Monday, February 1, 2010

Ice, Ice, Baby (or a Lesson in Bureaucracy)

. Monday, February 1, 2010

(Go ahead, push play. You know you want to)

UNC suspended classes until 10:00 a.m. this morning. This not only makes no sense, it actually has the opposite of its intended effect. The reason to cancel Monday morning classes following a Saturday morning snow is to minimize employee and student travel on hazardous roads. This is smart, because here in the Triangle city crews are incapable of managing to clear roads after a frozen precipitation event. This may be a function of equipment shortages (why spend a lot of money preparing for rare events) or lack of knowledge. As a consequence, every time we have some event, roads remain treacherous for a number of days. So, the University (and local schools) suspend classes so that we aren't traveling in dangerous conditions.
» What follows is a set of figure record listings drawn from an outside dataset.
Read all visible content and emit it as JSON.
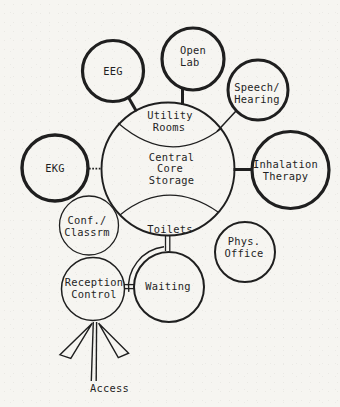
{
  "colors": {
    "ink": "#1f1f1f",
    "paper": "#f6f5f1"
  },
  "diagram": {
    "type": "bubble-adjacency-diagram",
    "nodes": {
      "eeg": {
        "label": "EEG"
      },
      "open_lab": {
        "line1": "Open",
        "line2": "Lab"
      },
      "speech_hearing": {
        "line1": "Speech/",
        "line2": "Hearing"
      },
      "ekg": {
        "label": "EKG"
      },
      "inhalation_therapy": {
        "line1": "Inhalation",
        "line2": "Therapy"
      },
      "utility_rooms": {
        "line1": "Utility",
        "line2": "Rooms"
      },
      "central_core_storage": {
        "line1": "Central",
        "line2": "Core",
        "line3": "Storage"
      },
      "toilets": {
        "label": "Toilets"
      },
      "conf_classrm": {
        "line1": "Conf./",
        "line2": "Classrm"
      },
      "phys_office": {
        "line1": "Phys.",
        "line2": "Office"
      },
      "reception_control": {
        "line1": "Reception",
        "line2": "Control"
      },
      "waiting": {
        "label": "Waiting"
      },
      "access": {
        "label": "Access"
      }
    },
    "central_zones": [
      "Utility Rooms",
      "Central Core Storage",
      "Toilets"
    ],
    "connectors": [
      {
        "from": "eeg",
        "to": "central_core",
        "style": "thick-line"
      },
      {
        "from": "open_lab",
        "to": "central_core",
        "style": "thick-line"
      },
      {
        "from": "speech_hearing",
        "to": "central_core",
        "style": "thin-line"
      },
      {
        "from": "ekg",
        "to": "central_core",
        "style": "dotted-line"
      },
      {
        "from": "inhalation_therapy",
        "to": "central_core",
        "style": "thick-line"
      },
      {
        "from": "toilets",
        "to": "waiting",
        "style": "double-line-corridor"
      },
      {
        "from": "reception_control",
        "to": "waiting",
        "style": "double-line"
      },
      {
        "from": "access",
        "to": "reception_control",
        "style": "triple-arrow"
      }
    ]
  }
}
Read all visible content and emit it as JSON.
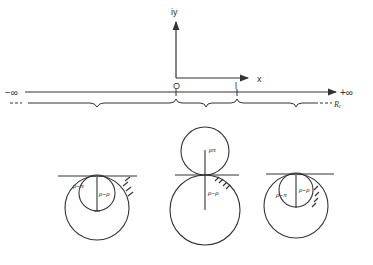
{
  "axes": {
    "y_label": "iy",
    "x_label": "x",
    "origin_label": "O",
    "unit_label": "l"
  },
  "real_line": {
    "left_label": "−∞",
    "right_label": "+∞",
    "bottom_label": "Rₑ"
  },
  "figures": [
    {
      "name": "left-region",
      "inner_label": "ρ₋π",
      "outer_label": "ρ₋ρ"
    },
    {
      "name": "middle-region",
      "upper_label": "ρπ",
      "lower_label": "ρ₋ρ"
    },
    {
      "name": "right-region",
      "inner_label": "ρ₋π",
      "outer_label": "ρ₋ρ"
    }
  ],
  "colors": {
    "ink": "#333333",
    "background": "#ffffff"
  }
}
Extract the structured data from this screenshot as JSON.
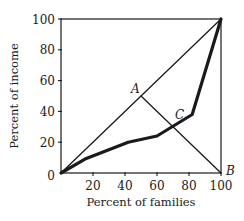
{
  "chart_data": {
    "type": "line",
    "title": "",
    "xlabel": "Percent of families",
    "ylabel": "Percent of income",
    "xlim": [
      0,
      100
    ],
    "ylim": [
      0,
      100
    ],
    "grid": false,
    "legend": null,
    "x_ticks": [
      20,
      40,
      60,
      80,
      100
    ],
    "y_ticks": [
      0,
      20,
      40,
      60,
      80,
      100
    ],
    "x_tick_labels": [
      "20",
      "40",
      "60",
      "80",
      "100"
    ],
    "y_tick_labels": [
      "0",
      "20",
      "40",
      "60",
      "80",
      "100"
    ],
    "series": [
      {
        "name": "Line of equality",
        "style": "thin",
        "x": [
          0,
          100
        ],
        "y": [
          0,
          100
        ]
      },
      {
        "name": "Lorenz curve",
        "style": "thick",
        "x": [
          0,
          15,
          42,
          60,
          82,
          100
        ],
        "y": [
          0,
          9,
          20,
          24,
          38,
          100
        ]
      },
      {
        "name": "Line AB",
        "style": "thin",
        "x": [
          50,
          100
        ],
        "y": [
          50,
          0
        ]
      }
    ],
    "annotations": [
      {
        "label": "A",
        "x": 50,
        "y": 50
      },
      {
        "label": "B",
        "x": 100,
        "y": 0
      },
      {
        "label": "C",
        "x": 70,
        "y": 30
      }
    ]
  }
}
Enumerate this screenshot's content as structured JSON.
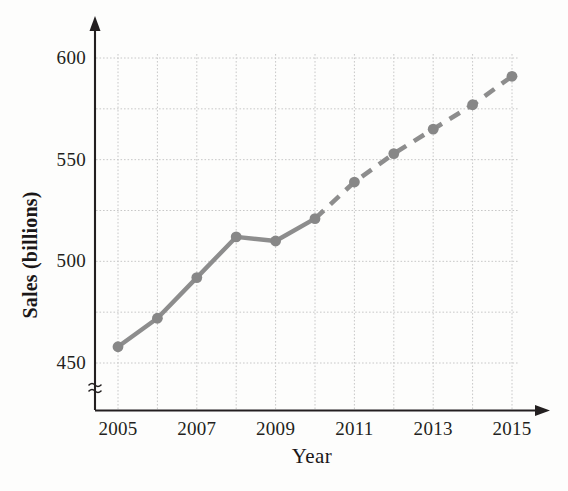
{
  "chart_data": {
    "type": "line",
    "title": "",
    "xlabel": "Year",
    "ylabel": "Sales (billions)",
    "x": [
      2005,
      2006,
      2007,
      2008,
      2009,
      2010,
      2011,
      2012,
      2013,
      2014,
      2015
    ],
    "values": [
      458,
      472,
      492,
      512,
      510,
      521,
      539,
      553,
      565,
      577,
      591
    ],
    "series": [
      {
        "name": "Actual sales",
        "style": "solid",
        "x": [
          2005,
          2006,
          2007,
          2008,
          2009,
          2010
        ],
        "values": [
          458,
          472,
          492,
          512,
          510,
          521
        ]
      },
      {
        "name": "Projected sales",
        "style": "dashed",
        "x": [
          2010,
          2011,
          2012,
          2013,
          2014,
          2015
        ],
        "values": [
          521,
          539,
          553,
          565,
          577,
          591
        ]
      }
    ],
    "xlim": [
      2005,
      2015
    ],
    "ylim": [
      450,
      600
    ],
    "y_gridline_values": [
      450,
      475,
      500,
      525,
      550,
      575,
      600
    ],
    "y_tick_labels": [
      "600",
      "550",
      "500",
      "450"
    ],
    "y_tick_values": [
      600,
      550,
      500,
      450
    ],
    "x_tick_labels": [
      "2005",
      "2007",
      "2009",
      "2011",
      "2013",
      "2015"
    ],
    "x_tick_values": [
      2005,
      2007,
      2009,
      2011,
      2013,
      2015
    ],
    "x_gridline_values": [
      2005,
      2006,
      2007,
      2008,
      2009,
      2010,
      2011,
      2012,
      2013,
      2014,
      2015
    ],
    "grid": true,
    "legend": "none",
    "y_axis_break": true,
    "colors": {
      "series_line": "#8d8d8d",
      "marker": "#878787",
      "grid": "#c8c8c8",
      "axis": "#231f20",
      "text": "#231f20",
      "background": "#fdfdfc"
    }
  },
  "axis_break_symbol": "≈"
}
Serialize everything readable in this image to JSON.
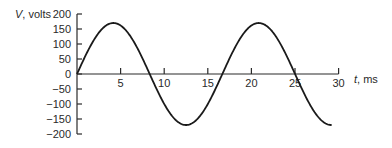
{
  "chart_data": {
    "type": "line",
    "title": "",
    "xlabel": "t, ms",
    "ylabel": "V, volts",
    "xlabel_var": "t",
    "xlabel_unit": ", ms",
    "ylabel_var": "V",
    "ylabel_unit": ", volts",
    "xlim": [
      0,
      30
    ],
    "ylim": [
      -200,
      200
    ],
    "x_ticks": [
      5,
      10,
      15,
      20,
      25,
      30
    ],
    "x_tick_labels": [
      "5",
      "10",
      "15",
      "20",
      "25",
      "30"
    ],
    "y_ticks": [
      200,
      150,
      100,
      50,
      0,
      -50,
      -100,
      -150,
      -200
    ],
    "y_tick_labels": [
      "200",
      "150",
      "100",
      "50",
      "0",
      "−50",
      "−100",
      "−150",
      "−200"
    ],
    "grid": false,
    "legend": null,
    "series": [
      {
        "name": "V(t)",
        "function": "170*sin(2*pi*60*t)",
        "amplitude_volts": 170,
        "frequency_hz": 60,
        "period_ms": 16.67,
        "t_start_ms": 0,
        "t_end_ms": 29.2,
        "x": [
          0,
          2.08,
          4.17,
          6.25,
          8.33,
          10.42,
          12.5,
          14.58,
          16.67,
          18.75,
          20.83,
          22.92,
          25.0,
          27.08,
          29.17
        ],
        "y": [
          0,
          120,
          170,
          120,
          0,
          -120,
          -170,
          -120,
          0,
          120,
          170,
          120,
          0,
          -120,
          -170
        ]
      }
    ]
  }
}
However, cancelling class until 10:00 actually exposes students and employees to more treacherous road conditions. Nothing magical occurs between 7:00 and 9:30 (the time I would have to get in my car to make a 10:00 class) to make the ice disappear from roads. The sun rises and we see a little bit of melting. Moreover, as anyone accustomed to driving or walking in winter conditions knows from experience, ice covered by 1/16th of an inch of melted ice (i.e., water) is actually more treacherous than black ice. And it turns out that science actually supports individual experience. By cancelling classes until 10:00, therefore, the University unintentionally encourages students and employees to travel in conditions that are more dangerous than those they are trying to protect us from.

This is why I hate bureaucracy. It makes us stop thinking. Oh, and this is why I cancelled my 11:00 a.m. class.

1 comments:

Zia said...

That video is incredible. Thanks for taking me way back, Dr. O.